FamilyWorks Counseling: Parenting Tools for School-Age Children

● Tone​- As your child becomes more upset in behavior, volume, and affect, you need to counter that with a softer tone, lower volume, and calmer demeanor to bring their energy level down and help get them grounded.

● Give 2-3 realistic choices–​ so they become aware of what makes sense to do and become more independent instead of telling them what to do and when.

● Use quiet time in lieu of a time out or punishment​- Allow some quiet time to allow kids to decompress when they are stressed out. Encourage relaxing activities- reading,soft music, breathing, stretching, yoga, coloring, legos etc.

● Sequence of activities-​- Let them know that they can proceed to a new activity once they have cleaned up the first activity. If friends are present, have them develop some teamwork to do it together.

● Reward positive behavior​–When you see them do what you seek, reward them with a smile, high five, and an observation (out loud) that you noticed how well they did X .

● Tag team moments of struggle- ​Ask your spouse to help take control when you are being triggered and cannot remain calm during an emotional outburst from one – or both- of your kids. Walk away, breathe slowly and deeply for 5 mins and re-group. This upset is more about you than your child. Ask yourself, “What is making me so upset right now?” Help yourself to calm before re-approaching your child.

● Maintain perspective-​ Bear in mind, little kids’ dilemmas are small potatoes. Raising children gets more difficult in the later years, as there is more at stake with drugs/alcohol, going to parties, driving, dating, sex, and generally being independent, etc. Put things into perspective that these issues are mostly “small wrinkles” not huge dilemmas.

● Time together​- Try to spend 1-2x per week alone with each child doing something special with him or her.

● Keep a Kid Journal-​ Keep a journal for each child and record one positive action and one challenge that occurred daily. Jot a note each day when you “catch them doing something good” or “see a challenge unfolding.” Discuss these on Sundays alone with that child. Start with the challenge and end with the positive action. The point is to help him/her learn about what you are targeting for appropriate, helpful behavior–not to focus too much on what they are doing poorly. It just gives them basic guidelines for conduct.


ACTIVITY – Filter the entries below, keeping every line that has the word "marker".

[Saved entries]
━━━

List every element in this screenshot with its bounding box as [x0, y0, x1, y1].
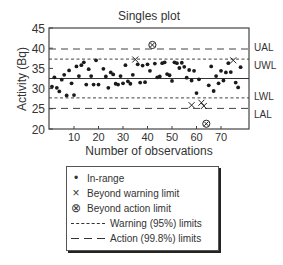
control-limit-lines — [49, 49, 249, 108]
in-range-point — [111, 73, 115, 77]
in-range-point — [72, 93, 76, 97]
legend-entry-action: ⊗ Beyond action limit — [67, 201, 171, 215]
x-tick-label: 30 — [117, 131, 129, 143]
in-range-point — [60, 78, 64, 82]
in-range-point — [180, 61, 184, 65]
legend-box: • In-range × Beyond warning limit ⊗ Beyo… — [66, 166, 219, 251]
lal-label: LAL — [254, 109, 272, 120]
warning-point-x-icon — [230, 57, 236, 63]
legend-entry-in-range: • In-range — [67, 171, 124, 185]
in-range-point — [190, 79, 194, 83]
in-range-point — [207, 83, 211, 87]
data-points — [50, 41, 242, 127]
in-range-point — [192, 69, 196, 73]
in-range-point — [234, 81, 238, 85]
in-range-point — [212, 89, 216, 93]
legend-entry-warning-limits: Warning (95%) limits — [67, 218, 202, 229]
in-range-point — [53, 75, 57, 79]
in-range-point — [92, 83, 96, 87]
in-range-point — [50, 85, 54, 89]
legend-label: Action (99.8%) limits — [110, 233, 201, 244]
in-range-point — [148, 69, 152, 73]
in-range-point — [158, 75, 162, 79]
in-range-point — [170, 79, 174, 83]
y-tick-label: 40 — [32, 42, 46, 56]
action-point-circled-x-icon — [203, 120, 210, 127]
in-range-point — [175, 61, 179, 65]
in-range-point — [195, 91, 199, 95]
legend-label: Beyond warning limit — [87, 188, 179, 199]
warning-point-x-icon — [201, 103, 207, 109]
in-range-point — [222, 79, 226, 83]
in-range-point — [146, 62, 150, 66]
y-tick-label: 25 — [32, 102, 46, 116]
x-marker-icon: × — [70, 186, 82, 200]
singles-plot-chart: Singles plot Activity (Bq) Number of obs… — [0, 0, 283, 165]
in-range-point — [143, 80, 147, 84]
in-range-point — [136, 62, 140, 66]
in-range-point — [75, 64, 79, 68]
limit-labels: UALUWLLWLLAL — [254, 42, 277, 120]
in-range-point — [153, 62, 157, 66]
in-range-point — [214, 74, 218, 78]
in-range-point — [104, 75, 108, 79]
y-tick-label: 35 — [32, 62, 46, 76]
short-dash-line-icon — [71, 223, 105, 224]
in-range-point — [197, 77, 201, 81]
x-tick-label: 40 — [141, 131, 153, 143]
x-tick-label: 50 — [166, 131, 178, 143]
lwl-label: LWL — [254, 91, 274, 102]
in-range-point — [209, 64, 213, 68]
in-range-point — [94, 58, 98, 62]
in-range-point — [55, 86, 59, 90]
in-range-point — [77, 74, 81, 78]
legend-label: In-range — [87, 173, 124, 184]
in-range-point — [239, 65, 243, 69]
in-range-point — [124, 63, 128, 67]
in-range-point — [229, 70, 233, 74]
in-range-point — [67, 69, 71, 73]
in-range-point — [163, 60, 167, 64]
x-tick-label: 10 — [68, 131, 80, 143]
legend-entry-warning: × Beyond warning limit — [67, 186, 179, 200]
legend-label: Beyond action limit — [87, 203, 171, 214]
in-range-point — [97, 83, 101, 87]
in-range-point — [82, 60, 86, 64]
in-range-point — [217, 81, 221, 85]
in-range-point — [219, 69, 223, 73]
in-range-point — [182, 65, 186, 69]
dot-marker-icon: • — [70, 171, 82, 185]
in-range-point — [177, 66, 181, 70]
in-range-point — [121, 81, 125, 85]
uwl-label: UWL — [254, 60, 277, 71]
in-range-point — [119, 74, 123, 78]
in-range-point — [84, 83, 88, 87]
x-axis-label: Number of observations — [85, 144, 212, 158]
in-range-point — [106, 86, 110, 90]
legend-entry-action-limits: Action (99.8%) limits — [67, 233, 201, 244]
in-range-point — [138, 81, 142, 85]
action-point-circled-x-icon — [149, 41, 156, 48]
in-range-point — [187, 68, 191, 72]
long-dash-line-icon — [71, 238, 105, 239]
legend-label: Warning (95%) limits — [110, 218, 202, 229]
x-tick-label: 70 — [215, 131, 227, 143]
ual-label: UAL — [254, 42, 274, 53]
in-range-point — [224, 71, 228, 75]
chart-title: Singles plot — [118, 9, 181, 23]
y-tick-label: 45 — [32, 22, 46, 36]
in-range-point — [57, 90, 61, 94]
in-range-point — [116, 83, 120, 87]
in-range-point — [89, 74, 93, 78]
in-range-point — [236, 85, 240, 89]
y-tick-label: 20 — [32, 123, 46, 137]
in-range-point — [62, 73, 66, 77]
in-range-point — [70, 81, 74, 85]
circled-x-marker-icon: ⊗ — [70, 201, 82, 215]
in-range-point — [168, 73, 172, 77]
in-range-point — [141, 64, 145, 68]
x-tick-label: 60 — [190, 131, 202, 143]
warning-point-x-icon — [198, 100, 204, 106]
in-range-point — [102, 67, 106, 71]
in-range-point — [185, 76, 189, 80]
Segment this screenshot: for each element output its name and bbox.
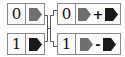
gray-block-icon <box>78 8 91 21</box>
output-box-1[interactable]: 1 - <box>57 33 121 55</box>
black-block-icon <box>103 38 116 51</box>
input-index-label: 0 <box>8 4 26 24</box>
output-expression: + <box>76 4 120 24</box>
output-box-0[interactable]: 0 + <box>57 3 121 25</box>
plus-operator: + <box>93 8 104 21</box>
gray-block-icon <box>29 8 42 21</box>
output-index-label: 0 <box>58 4 76 24</box>
input-index-label: 1 <box>8 34 26 54</box>
input-block-cell <box>26 34 44 54</box>
gray-block-icon <box>80 38 93 51</box>
output-index-label: 1 <box>58 34 76 54</box>
input-box-0[interactable]: 0 <box>7 3 45 25</box>
output-expression: - <box>76 34 120 54</box>
input-box-1[interactable]: 1 <box>7 33 45 55</box>
black-block-icon <box>105 8 118 21</box>
black-block-icon <box>29 38 42 51</box>
minus-operator: - <box>95 38 100 51</box>
input-block-cell <box>26 4 44 24</box>
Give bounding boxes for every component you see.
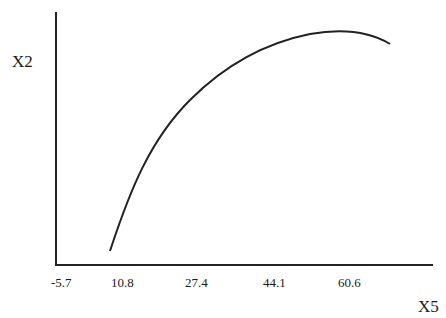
- x-tick-label: 60.6: [338, 275, 361, 291]
- chart-container: X2 X5 -5.7 10.8 27.4 44.1 60.6: [0, 0, 446, 318]
- x-tick-label: 44.1: [263, 275, 286, 291]
- x-tick-label: -5.7: [51, 275, 72, 291]
- x-tick-label: 10.8: [111, 275, 134, 291]
- chart-svg: [0, 0, 446, 318]
- x-tick-label: 27.4: [185, 275, 208, 291]
- y-axis-title: X2: [12, 52, 33, 72]
- x-axis-title: X5: [418, 297, 439, 317]
- data-curve: [110, 31, 390, 251]
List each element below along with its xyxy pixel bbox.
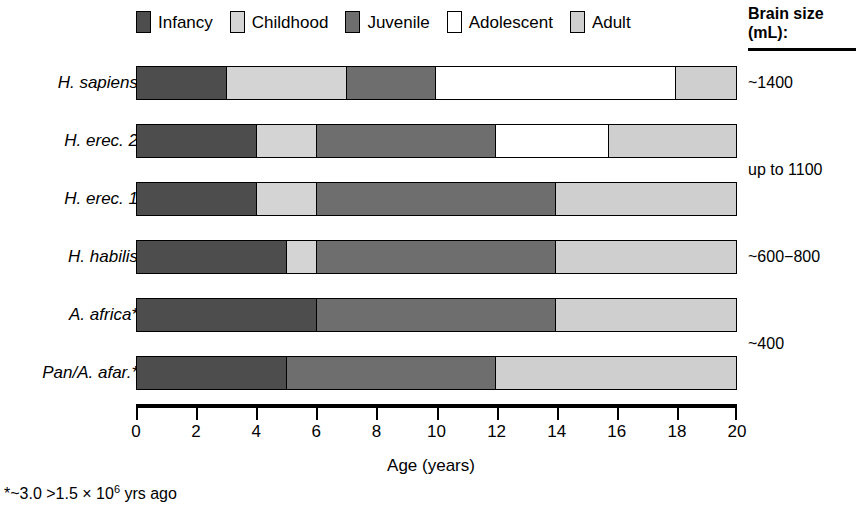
species-label: H. erec. 2	[64, 124, 138, 158]
x-axis-tick	[497, 407, 499, 420]
x-axis: 02468101214161820	[136, 404, 737, 444]
bar-segment-juvenile	[317, 299, 557, 331]
x-axis-title: Age (years)	[0, 456, 862, 476]
x-axis-tick-label: 20	[717, 422, 757, 441]
bar-segment-infancy	[137, 183, 257, 215]
species-label: H. habilis	[68, 240, 138, 274]
brain-size-header-rule	[748, 48, 856, 51]
bar-segment-childhood	[257, 125, 317, 157]
legend-swatch-adult	[570, 11, 585, 33]
x-axis-tick	[136, 407, 138, 420]
legend-label-childhood: Childhood	[252, 14, 329, 31]
bar-segment-juvenile	[317, 183, 557, 215]
bar-segment-infancy	[137, 357, 287, 389]
x-axis-tick-label: 16	[597, 422, 637, 441]
bar-segment-juvenile	[317, 241, 557, 273]
stacked-bar	[136, 356, 737, 390]
x-axis-tick	[316, 407, 318, 420]
legend-label-adolescent: Adolescent	[469, 14, 553, 31]
bar-segment-infancy	[137, 67, 227, 99]
legend-item-childhood: Childhood	[230, 11, 329, 33]
brain-size-header-line1: Brain size	[748, 5, 824, 22]
legend-item-adult: Adult	[570, 11, 631, 33]
stacked-bar	[136, 66, 737, 100]
chart-row: Pan/A. afar.*	[0, 356, 862, 390]
legend-swatch-adolescent	[447, 11, 462, 33]
x-axis-tick	[256, 407, 258, 420]
legend-label-juvenile: Juvenile	[367, 14, 429, 31]
legend-item-adolescent: Adolescent	[447, 11, 553, 33]
bar-segment-juvenile	[317, 125, 497, 157]
species-label: H. erec. 1	[64, 182, 138, 216]
footnote: *~3.0 >1.5 × 106 yrs ago	[4, 480, 177, 503]
stacked-bar	[136, 240, 737, 274]
brain-size-value: ~400	[748, 335, 862, 353]
chart-row: H. sapiens	[0, 66, 862, 100]
stacked-bar	[136, 298, 737, 332]
bar-segment-adolescent	[496, 125, 608, 157]
x-axis-tick	[196, 407, 198, 420]
x-axis-tick	[677, 407, 679, 420]
brain-size-column: Brain size (mL): ~1400up to 1100~600−800…	[748, 0, 862, 400]
legend-item-infancy: Infancy	[136, 11, 213, 33]
brain-size-header-line2: (mL):	[748, 24, 788, 41]
legend-label-adult: Adult	[592, 14, 631, 31]
brain-size-value: ~600−800	[748, 248, 862, 266]
bar-segment-adult	[556, 183, 736, 215]
legend-item-juvenile: Juvenile	[345, 11, 429, 33]
bar-segment-adolescent	[436, 67, 676, 99]
bar-segment-juvenile	[287, 357, 497, 389]
x-axis-tick-label: 18	[657, 422, 697, 441]
footnote-prefix: *~3.0 >1.5 × 10	[4, 485, 114, 502]
bar-segment-adult	[676, 67, 736, 99]
species-label: H. sapiens	[58, 66, 138, 100]
x-axis-tick-label: 10	[417, 422, 457, 441]
x-axis-tick-label: 14	[537, 422, 577, 441]
chart-row: H. erec. 1	[0, 182, 862, 216]
x-axis-tick-label: 4	[236, 422, 276, 441]
bar-segment-adult	[556, 299, 736, 331]
stacked-bar	[136, 124, 737, 158]
stacked-bar	[136, 182, 737, 216]
x-axis-tick-label: 6	[296, 422, 336, 441]
legend-swatch-infancy	[136, 11, 151, 33]
life-history-stages-chart: InfancyChildhoodJuvenileAdolescentAdult …	[0, 0, 862, 507]
bar-segment-infancy	[137, 241, 287, 273]
brain-size-value: ~1400	[748, 74, 862, 92]
legend-swatch-childhood	[230, 11, 245, 33]
footnote-suffix: yrs ago	[120, 485, 177, 502]
x-axis-tick-label: 12	[477, 422, 517, 441]
x-axis-tick	[735, 407, 737, 420]
x-axis-tick	[617, 407, 619, 420]
bar-segment-adult	[496, 357, 736, 389]
species-label: A. africa*	[69, 298, 138, 332]
x-axis-tick	[376, 407, 378, 420]
plot-area: H. sapiensH. erec. 2H. erec. 1H. habilis…	[0, 60, 862, 400]
chart-row: H. erec. 2	[0, 124, 862, 158]
bar-segment-juvenile	[347, 67, 437, 99]
x-axis-tick-label: 2	[176, 422, 216, 441]
bar-segment-adult	[609, 125, 736, 157]
brain-size-header: Brain size (mL):	[748, 4, 858, 42]
legend-label-infancy: Infancy	[158, 14, 213, 31]
brain-size-value: up to 1100	[748, 161, 862, 179]
x-axis-tick-label: 8	[356, 422, 396, 441]
chart-row: H. habilis	[0, 240, 862, 274]
species-label: Pan/A. afar.*	[42, 356, 138, 390]
bar-segment-infancy	[137, 125, 257, 157]
bar-segment-adult	[556, 241, 736, 273]
bar-segment-childhood	[257, 183, 317, 215]
x-axis-tick-label: 0	[116, 422, 156, 441]
chart-row: A. africa*	[0, 298, 862, 332]
x-axis-tick	[437, 407, 439, 420]
bar-segment-infancy	[137, 299, 317, 331]
legend-swatch-juvenile	[345, 11, 360, 33]
bar-segment-childhood	[227, 67, 347, 99]
bar-segment-childhood	[287, 241, 317, 273]
x-axis-tick	[557, 407, 559, 420]
chart-legend: InfancyChildhoodJuvenileAdolescentAdult	[136, 8, 736, 36]
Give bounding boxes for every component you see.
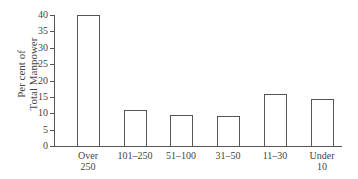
- y-tick: [50, 146, 54, 147]
- y-tick: [50, 130, 54, 131]
- bar-chart: Per cent of Total Manpower 0510152025303…: [0, 0, 358, 179]
- x-category-label-line: Over: [66, 150, 110, 161]
- y-tick-label: 5: [30, 125, 48, 135]
- bar: [170, 115, 193, 146]
- y-tick-label: 15: [30, 92, 48, 102]
- bar: [124, 110, 147, 146]
- y-tick: [50, 31, 54, 32]
- y-tick: [50, 64, 54, 65]
- y-tick-label: 10: [30, 108, 48, 118]
- y-tick: [50, 15, 54, 16]
- bar: [77, 15, 100, 146]
- y-tick: [50, 113, 54, 114]
- x-category-label-line: 11–30: [253, 150, 297, 161]
- x-category-label: 51–100: [159, 150, 203, 161]
- x-category-label: 11–30: [253, 150, 297, 161]
- x-category-label-line: 10: [300, 161, 344, 172]
- bar: [264, 94, 287, 146]
- x-category-label: 101–250: [113, 150, 157, 161]
- y-axis-line: [54, 15, 55, 146]
- x-category-label-line: Under: [300, 150, 344, 161]
- x-category-label-line: 51–100: [159, 150, 203, 161]
- x-category-label: 31–50: [206, 150, 250, 161]
- y-tick-label: 0: [30, 141, 48, 151]
- y-tick-label: 25: [30, 59, 48, 69]
- x-category-label-line: 31–50: [206, 150, 250, 161]
- y-tick: [50, 81, 54, 82]
- y-axis-label-line-1: Per cent of: [15, 9, 27, 139]
- x-category-label: Over250: [66, 150, 110, 172]
- x-category-label-line: 250: [66, 161, 110, 172]
- bar: [311, 99, 334, 146]
- y-tick-label: 30: [30, 43, 48, 53]
- y-tick: [50, 48, 54, 49]
- bar: [217, 116, 240, 146]
- x-category-label-line: 101–250: [113, 150, 157, 161]
- y-tick-label: 20: [30, 76, 48, 86]
- y-tick-label: 35: [30, 26, 48, 36]
- y-tick: [50, 97, 54, 98]
- x-category-label: Under10: [300, 150, 344, 172]
- y-tick-label: 40: [30, 10, 48, 20]
- x-axis-line: [54, 146, 342, 147]
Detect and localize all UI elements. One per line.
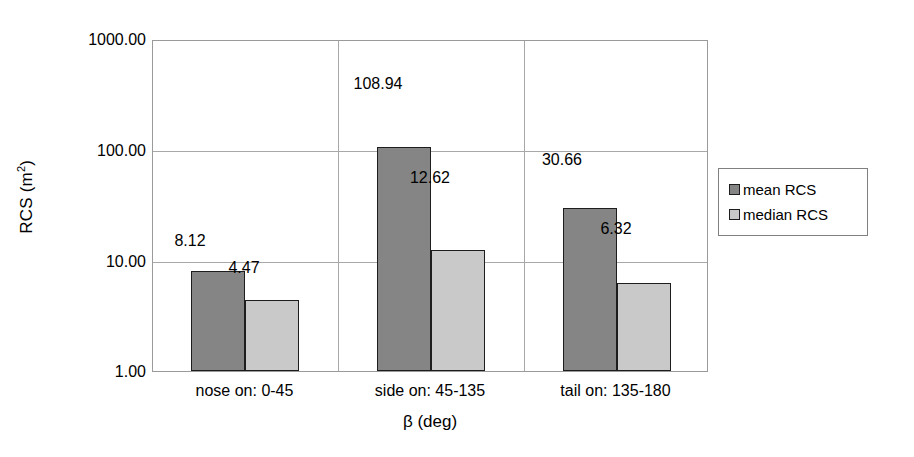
bar-median-nose-on xyxy=(245,300,299,372)
bar-value-label-mean-side-on: 108.94 xyxy=(323,76,433,92)
x-axis-title: β (deg) xyxy=(152,412,708,432)
y-tick-label-10: 10.00 xyxy=(58,254,146,270)
rcs-bar-chart-figure: RCS (m2) 1000.00 100.00 10.00 1.00 8.12 … xyxy=(0,0,914,457)
bar-value-label-mean-tail-on: 30.66 xyxy=(522,152,602,168)
y-axis-title: RCS (m2) xyxy=(15,127,37,267)
bar-mean-nose-on xyxy=(191,271,245,371)
legend-label-mean-rcs: mean RCS xyxy=(743,181,816,198)
y-axis-title-base: RCS (m xyxy=(17,172,36,234)
y-axis-tick-labels: 1000.00 100.00 10.00 1.00 xyxy=(56,0,146,457)
y-axis-title-exponent: 2 xyxy=(15,166,27,172)
x-tick-label-side-on: side on: 45-135 xyxy=(337,382,523,400)
y-tick-label-1000: 1000.00 xyxy=(58,32,146,48)
legend-swatch-mean-rcs-icon xyxy=(729,184,740,195)
y-tick-label-100: 100.00 xyxy=(58,143,146,159)
bar-value-label-mean-nose-on: 8.12 xyxy=(150,233,230,249)
x-tick-label-nose-on: nose on: 0-45 xyxy=(152,382,337,400)
bar-value-label-median-nose-on: 4.47 xyxy=(204,260,284,276)
legend-label-median-rcs: median RCS xyxy=(743,206,828,223)
legend-item-mean-rcs[interactable]: mean RCS xyxy=(729,177,867,202)
bar-value-label-median-side-on: 12.62 xyxy=(390,170,470,186)
legend-item-median-rcs[interactable]: median RCS xyxy=(729,202,867,227)
bar-value-label-median-tail-on: 6.32 xyxy=(576,221,656,237)
bar-median-side-on xyxy=(431,250,485,371)
chart-legend: mean RCS median RCS xyxy=(718,168,868,236)
legend-swatch-median-rcs-icon xyxy=(729,209,740,220)
category-divider-2 xyxy=(524,41,525,371)
bar-median-tail-on xyxy=(617,283,671,371)
x-tick-label-tail-on: tail on: 135-180 xyxy=(523,382,708,400)
y-tick-label-1: 1.00 xyxy=(58,364,146,380)
y-axis-title-tail: ) xyxy=(17,160,36,166)
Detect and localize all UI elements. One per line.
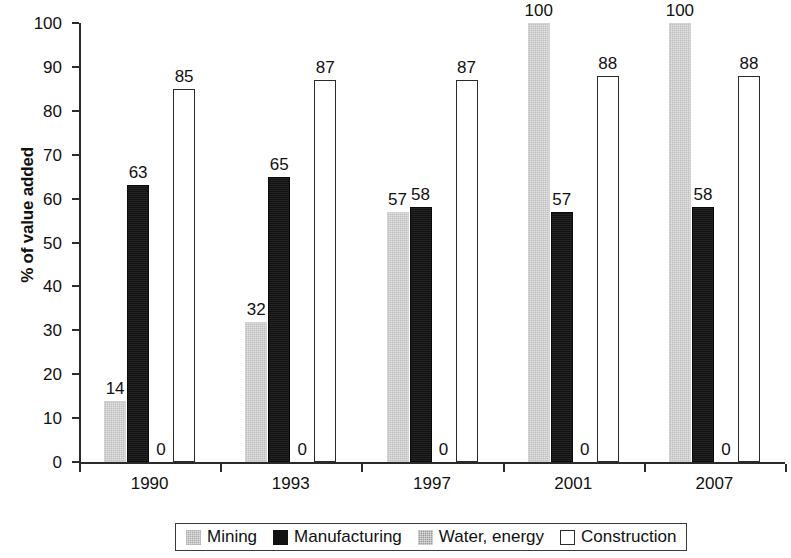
bar-value-label: 0	[140, 441, 182, 458]
bar-value-label: 0	[705, 441, 747, 458]
bar-1990-manufacturing	[127, 185, 149, 462]
construction-swatch-icon	[560, 530, 575, 545]
bar-value-label: 58	[400, 186, 442, 203]
bar-2007-manufacturing	[692, 207, 714, 462]
plot-area	[79, 23, 785, 462]
x-axis-tick-mark	[79, 464, 81, 472]
x-axis-tick-mark	[220, 464, 222, 472]
bar-value-label: 87	[304, 59, 346, 76]
x-axis-tick-mark	[503, 464, 505, 472]
y-axis-tick-mark	[72, 242, 79, 244]
legend-label: Mining	[207, 527, 257, 547]
bar-value-label: 63	[117, 164, 159, 181]
y-axis-tick-label: 20	[16, 366, 62, 383]
x-axis-label-1990: 1990	[79, 474, 220, 494]
water-energy-swatch-icon	[418, 530, 433, 545]
bar-1997-manufacturing	[410, 207, 432, 462]
legend-item-water-energy[interactable]: Water, energy	[418, 527, 544, 547]
bar-value-label: 0	[423, 441, 465, 458]
y-axis-tick-mark	[72, 154, 79, 156]
bar-1990-mining	[104, 401, 126, 462]
x-axis-label-2001: 2001	[503, 474, 644, 494]
legend-item-construction[interactable]: Construction	[560, 527, 676, 547]
y-axis-tick-label: 30	[16, 322, 62, 339]
y-axis-tick-mark	[72, 417, 79, 419]
legend-label: Construction	[581, 527, 676, 547]
y-axis-tick-label: 50	[16, 234, 62, 251]
x-axis-label-2007: 2007	[644, 474, 785, 494]
legend-label: Manufacturing	[294, 527, 402, 547]
x-axis-label-1997: 1997	[361, 474, 502, 494]
y-axis-tick-label: 100	[16, 15, 62, 32]
y-axis-tick-label: 90	[16, 58, 62, 75]
y-axis-tick-mark	[72, 461, 79, 463]
bar-value-label: 88	[728, 55, 770, 72]
bar-value-label: 0	[281, 441, 323, 458]
y-axis-tick-mark	[72, 329, 79, 331]
y-axis-tick-label: 60	[16, 190, 62, 207]
bar-1997-construction	[456, 80, 478, 462]
bar-value-label: 87	[446, 59, 488, 76]
bar-2007-mining	[669, 23, 691, 462]
bar-1993-mining	[245, 322, 267, 462]
bar-value-label: 57	[541, 191, 583, 208]
y-axis-tick-mark	[72, 198, 79, 200]
y-axis-tick-mark	[72, 110, 79, 112]
mining-swatch-icon	[186, 530, 201, 545]
bar-2001-construction	[597, 76, 619, 462]
bar-value-label: 100	[518, 2, 560, 19]
bar-2001-manufacturing	[551, 212, 573, 462]
bar-chart: % of value added 0102030405060708090100 …	[0, 0, 791, 558]
bar-value-label: 0	[564, 441, 606, 458]
x-axis-tick-mark	[785, 464, 787, 472]
x-axis-tick-mark	[361, 464, 363, 472]
bar-1993-manufacturing	[268, 177, 290, 462]
bar-2001-mining	[528, 23, 550, 462]
bar-1993-construction	[314, 80, 336, 462]
y-axis-tick-mark	[72, 285, 79, 287]
bar-value-label: 88	[587, 55, 629, 72]
legend-label: Water, energy	[439, 527, 544, 547]
y-axis-tick-label: 80	[16, 102, 62, 119]
bar-value-label: 100	[659, 2, 701, 19]
bar-2007-construction	[738, 76, 760, 462]
chart-legend: MiningManufacturingWater, energyConstruc…	[175, 523, 687, 551]
manufacturing-swatch-icon	[273, 530, 288, 545]
bar-value-label: 85	[163, 68, 205, 85]
x-axis-tick-mark	[644, 464, 646, 472]
y-axis-tick-mark	[72, 22, 79, 24]
bar-1997-mining	[387, 212, 409, 462]
bar-value-label: 32	[235, 301, 277, 318]
x-axis-label-1993: 1993	[220, 474, 361, 494]
legend-item-manufacturing[interactable]: Manufacturing	[273, 527, 402, 547]
y-axis-tick-label: 40	[16, 278, 62, 295]
y-axis-ticks: 0102030405060708090100	[0, 0, 62, 558]
bar-value-label: 58	[682, 186, 724, 203]
bar-1990-construction	[173, 89, 195, 462]
bar-value-label: 14	[94, 380, 136, 397]
bar-value-label: 65	[258, 156, 300, 173]
legend-item-mining[interactable]: Mining	[186, 527, 257, 547]
y-axis-tick-label: 0	[16, 454, 62, 471]
x-axis-line	[79, 462, 785, 464]
y-axis-tick-label: 70	[16, 146, 62, 163]
y-axis-tick-mark	[72, 66, 79, 68]
y-axis-tick-mark	[72, 373, 79, 375]
y-axis-tick-label: 10	[16, 410, 62, 427]
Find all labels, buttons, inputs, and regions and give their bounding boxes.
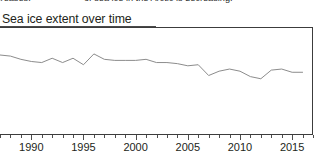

━━━

ANSWER FOR THE TASK –
x-marker-icon: × — [70, 186, 82, 200]
dot-marker-icon: • — [70, 171, 82, 185]
circled-x-marker-icon: ⊗ — [70, 201, 82, 215]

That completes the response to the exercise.